Have you ever heard that recovery cliche, ‘turning it over’?  It means, taking all that you’ve got going on – the worry, the fear, the significant other, the landlord, the boss, the bills…and handing it over to God.


I know what you’re thinking, ‘Oh no, this is one of those, religious fanatics.’  Well maybe I am, or maybe I’m not – doesn’t really matter does it?  You’re here reading this so maybe, just maybe this is something you’ve been guided to read.


Avoid. Mask. Pretend.

got sober a number of years ago.  I’m in recovery from a massive addiction to booze and drugs. I did almost everything you could think of. I did it so that I didn’t have to feel, so I didn’t have to face life on life’s terms. Avoid. Mask. Wish away. Run. Pretend. I will tell you that a lifestyle such as that can bring about a shit-ton of misery.


Lying, cheating, hiding, carousing, manipulating, twisting and turning my soul inside out.  For me, the game came very close to being GAME OVER, many times. I did however try many different avenues before actually admitting to the fact that I was an addict of morose and epic proportions. Once you say those words to yourself you can’t really take them back. They are out there, in the Universe and they will echo back at you any time you remotely consider wishing them away – or pretending you didn’t mean it. ‘Oh no Universe, I meant to say, I’m good, really good, I got this…come on, you know me.  I joke sometimes. I was only kidding’.  HA, the Universe is like NO F’in way.  We are in this together and it’s time for a serious script flip.
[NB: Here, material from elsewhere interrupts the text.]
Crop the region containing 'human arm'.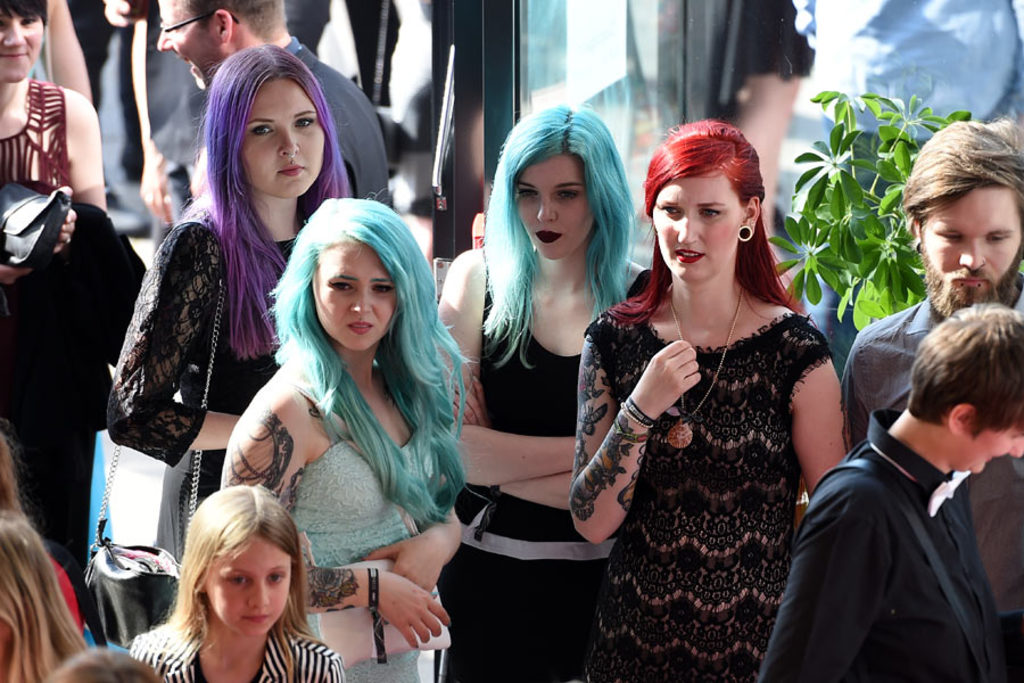
Crop region: <region>430, 242, 568, 492</region>.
Well, for me, thankfully that is part of my story. God and the Universe were there with glass in hand and ears pressed to the proverbial wall. They were not having me take back my words. When I think back to that time, I’m overcome with gratitude, and am so intrinsically thankful they were listening to my cries. My soul was finally pushing its way to the front of the battle ground and taking charge. My soul said, “I’ll handle this, I believe she’s just about ready.” It took a little prompting and a LOT of pain.  That time, in my early sobriety, I was a bundle of confusion, much like Twilight Zone.  I had no idea which end was up and which was down.  My emotions were completely out of whack.  My head and my heart had been in a war for what seemed like forever and I wasn’t sure that I would ever be different than I was.


Turning It Over

Once the spin of booze and drugs were removed, I was standing for the first time in my life, on steady ground. I remember thinking, “okay, this isn’t too bad. I can do this.” It’s like the first time you put roller skates on and you stand still for those few seconds before the wheels roll out and you fall on your ass. I was feeling just good enough, floating just perfectly on that ‘pink cloud’ and finally committing to doing things a different way.


There started the journey into another dimension. A sober life!


Living in sobriety is truly a trip. You are present to everything! It was as if I had new skin and was high on “feel” alert – defcon five people! Now I was alive, fully present and just learning to walk. Getting honest, telling my story, forgiving myself, prayer and meditation, confronting past behaviors and actions, making amends. There was work to be done and I got to do it. All of these new feelings and references made up a new life. They culminated to wisdom, maturity, humble confidence and acceptance in being able to see who I was, and setting out, one day at a time, to be a better version of myself.


“I Wouldn’t Change A Thing”


I love my life today. I’m 10 years sober by the Grace of God and the fellowship of AA. I’ve lost, and loved. I’ve crumbled and ascended. I’ve failed and I’ve succeeded. So much life has happened and I have been present to it all. Some of it hurt so bad, I feared my heart would actually break, but most of it has been just a normal day in the “Life of Me.”  A good portion of it has been blissful, pleasurable, astonishing and monumental. A blessed life made up of all variations of feeling and experience.


I wouldn’t change a thing from the seat that sit in today. Not the pain and suffering of being an active addict and alcoholic, because it was a bridge to a life beyond what I could have imagined. Not losing both parents, because I had them as loving, compassionate, generous and wonderful parents. Not finding love, to lose it or have it not be what I expected. Nothing…I would change none of it because I AM all of the things that I had imagined for myself as I sat on a bar stool attempting to create a life in a drunken haze only to forget all about it in a blackout.


I wake everyday thankful for everything, all of it – the good – the difficult – the heartache – the friendships…ALL of it.  I’m living a different life than I believed I would, but it’s a far better life because I was able to turn it over. And that in itself is a recipe of God’s will and Grace.